I guess you are right about all actors having a blunder in their resume. It just puzzles me a bit to learn he co-wrote this particular blunder.
Well put. I am always puzzled as to how readily liking - or disliking - an author can degenerate into a religious question. With certain authors, there cannot seem to be any shades of grey, either: every word he wrote must be pure gospel.
There is no original piece of writing by any of the classic Roman or Greek writers - ewomack is certainly right, books are anything but eternal. The only reason we even know about those guys is that Arabic scholars copied them. Later, European monks copied those copies in turn. Rather funny...
When I read, I walk through the jungle without fear of mosquitoes, travel to the moon (or further) and meet monsters face to face which would scare me witless if I met them in person.
Escapism, in other words. Nothing like fiction to get away from it all.
Checking up on your links (thanks for the links - I really appreciate that about your posts in general, by the by), I might have to get that companion book. Did you see all 3 series?
1978 seems positively antediluvian, by science standards.
Sounds very intriguing. Except maybe for the use of the word "gestalt", which should have been banned a long time ago, together with "synergy" and pro-active".
Isn't that just a re-run of the old saw about escapist literature? That we read fantasy, sci-fi, crime novels or, in this instance, historical novels, because we refuse to face up to reality here & now?
Spoilsports.
Personally, I think the best of historical fiction manages to do what...
I cannot really see how anything in the lives of Newton or Einstein would make the slightest bit of difference to the way gravity works. Physics and the understanding of its laws have nothing whatsoever to do with the physicists involved.
Having said that, science classes could be a lot more...
I am with you on Simenon. Not that I would single out any one book of his.
As far as Westlake is concerned, why not try something really far out: Adios Shererazade. The narrator is a porn writer with writer's block who gets in trouble with his wife's unsavoury brothers.
If I had to choose...
I have always been in 2 minds about I, Claudius. It is basically a soap, Dallas set among the First Family of ancient Rome, lots of scheming and backstabbing and intrigue, but really not all that much history involved.

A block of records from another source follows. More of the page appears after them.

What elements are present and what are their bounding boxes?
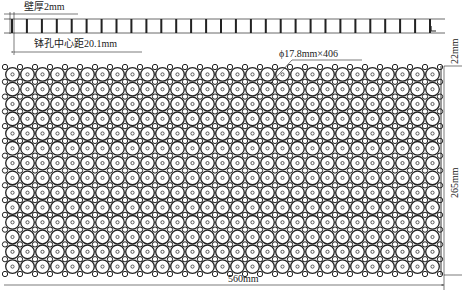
right-dimensions: 22mm 265mm [444,38,462,275]
hole-pitch-label: 钵孔中心距20.1mm [34,37,117,49]
height-label: 265mm [449,167,460,198]
seedling-tray-drawing: 壁厚2mm 钵孔中心距20.1mm ϕ17.8mm×406 22mm 265mm… [0,0,468,297]
cross-section-view: 壁厚2mm 钵孔中心距20.1mm [4,0,445,55]
hole-spec-label: ϕ17.8mm×406 [279,48,338,59]
tray-hole-grid [2,64,442,276]
depth-label: 22mm [449,38,460,64]
wall-thickness-label: 壁厚2mm [24,0,65,12]
width-label: 560mm [228,273,259,284]
tray-plan-view [2,64,444,290]
cross-section-ribs [11,19,436,33]
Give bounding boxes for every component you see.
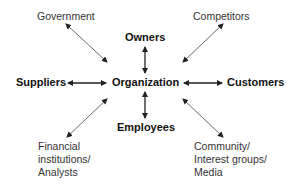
node-suppliers: Suppliers — [16, 77, 66, 88]
node-financial-institutions: Financial institutions/ Analysts — [38, 140, 91, 179]
node-organization: Organization — [112, 77, 179, 88]
arrow-government — [66, 24, 107, 62]
node-customers: Customers — [227, 77, 284, 88]
node-government: Government — [37, 11, 95, 22]
node-owners: Owners — [125, 32, 165, 43]
node-competitors: Competitors — [193, 11, 250, 22]
arrow-competitors — [183, 24, 223, 62]
arrow-community — [183, 99, 223, 137]
node-community: Community/ Interest groups/ Media — [194, 140, 267, 179]
node-employees: Employees — [117, 122, 175, 133]
arrow-financial — [67, 99, 107, 137]
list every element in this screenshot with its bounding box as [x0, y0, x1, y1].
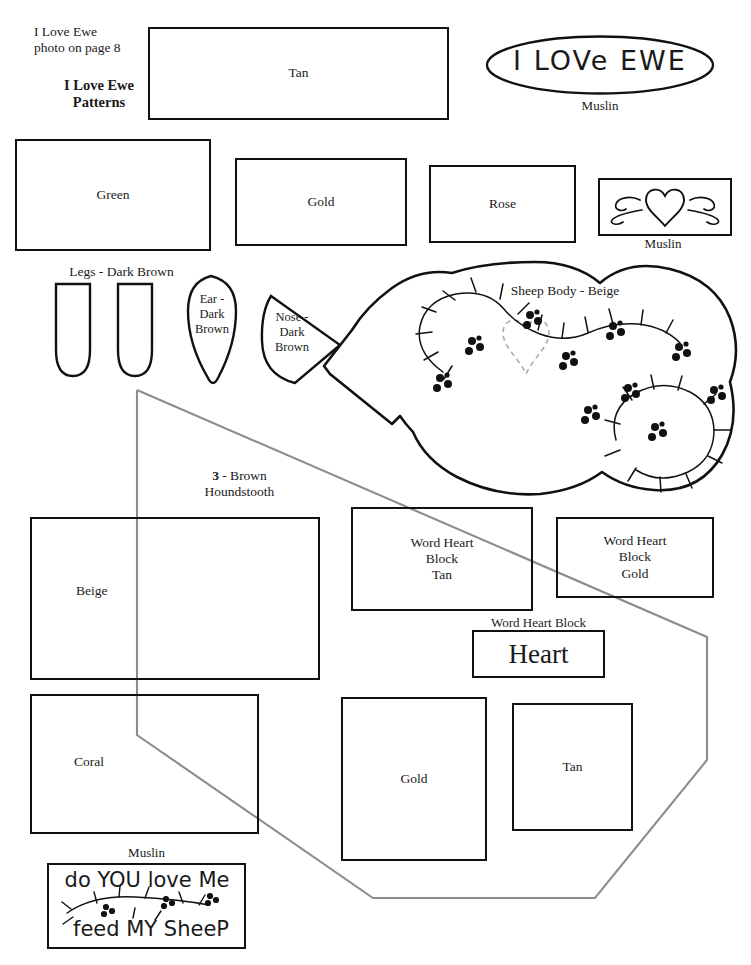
pattern-box-gold-bottom[interactable]: Gold [341, 697, 487, 861]
muslin-verse-caption: Muslin [47, 845, 246, 860]
pattern-box-label: Gold [401, 771, 428, 787]
pattern-box-word-heart-tan[interactable]: Word Heart Block Tan [351, 507, 533, 611]
pattern-box-beige[interactable]: Beige [30, 517, 320, 680]
pattern-box-coral[interactable]: Coral [30, 694, 259, 834]
pattern-box-label: Beige [76, 583, 108, 599]
houndstooth-count: 3 [212, 468, 219, 483]
pattern-box-word-heart-gold[interactable]: Word Heart Block Gold [556, 517, 714, 598]
pattern-box-label: Word Heart Block Tan [410, 535, 473, 584]
pattern-box-label: Coral [74, 754, 104, 770]
verse-line-2: feed MY SheeP [61, 917, 241, 941]
pattern-box-label: Word Heart Block Gold [603, 533, 666, 582]
pattern-box-tan-bottom[interactable]: Tan [512, 703, 633, 831]
word-heart-block-caption: Word Heart Block [467, 615, 610, 630]
pattern-box-word-heart-word[interactable]: Heart [472, 630, 605, 678]
heart-handwritten-text: Heart [509, 638, 569, 670]
houndstooth-caption: 3 - Brown Houndstooth [152, 452, 327, 500]
pattern-box-label: Tan [562, 759, 582, 775]
pattern-box-muslin-verse[interactable]: do YOU love Me feed MY SheeP [47, 863, 246, 949]
pattern-sheet: I Love Ewe photo on page 8 I Love Ewe Pa… [0, 0, 751, 965]
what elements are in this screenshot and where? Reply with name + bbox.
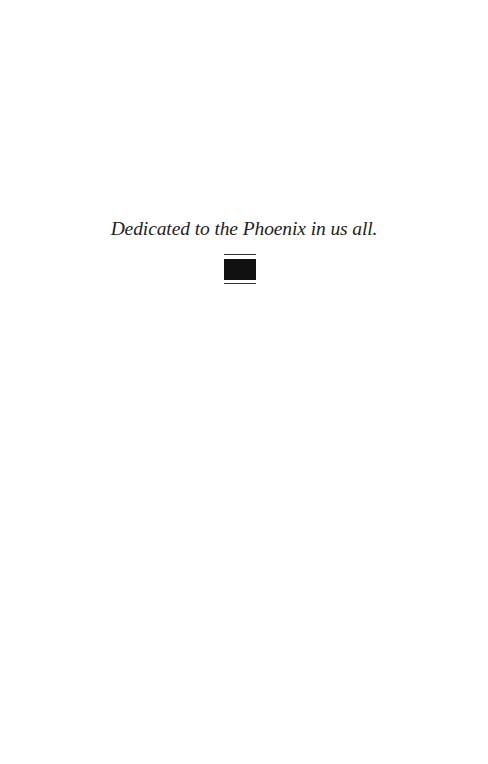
ornament-block <box>224 259 256 280</box>
book-page: Dedicated to the Phoenix in us all. <box>0 0 488 764</box>
ornament-bottom-rule <box>224 283 256 284</box>
dedication-text: Dedicated to the Phoenix in us all. <box>0 216 488 242</box>
ornament-top-rule <box>224 254 256 255</box>
section-break-ornament-icon <box>224 254 256 284</box>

Still, the book is a very good read, and the BBC TV series is breathtaking.
Perfectly put. Everything comes at you as if through a megaphone. In person ( or rather on those TV shows I have seen him) he is hilarious, but somehow that does not really work in books.
Considering how well his books sell, that might be me, though.
Try GRIDLOCK. Books don't get any more politically correct than this.
If you like this kind of comedy, you might find it worth your while checking out Hugh Laurie or Stephen Fry: just as funny, both pack rather more of a (dark) punch, imho.
I couldn't agree more, especially, but certainly not only in The Diamond Age: an absolutely riveting book, great story, wonderfully told, and then it just sort of fizzles out.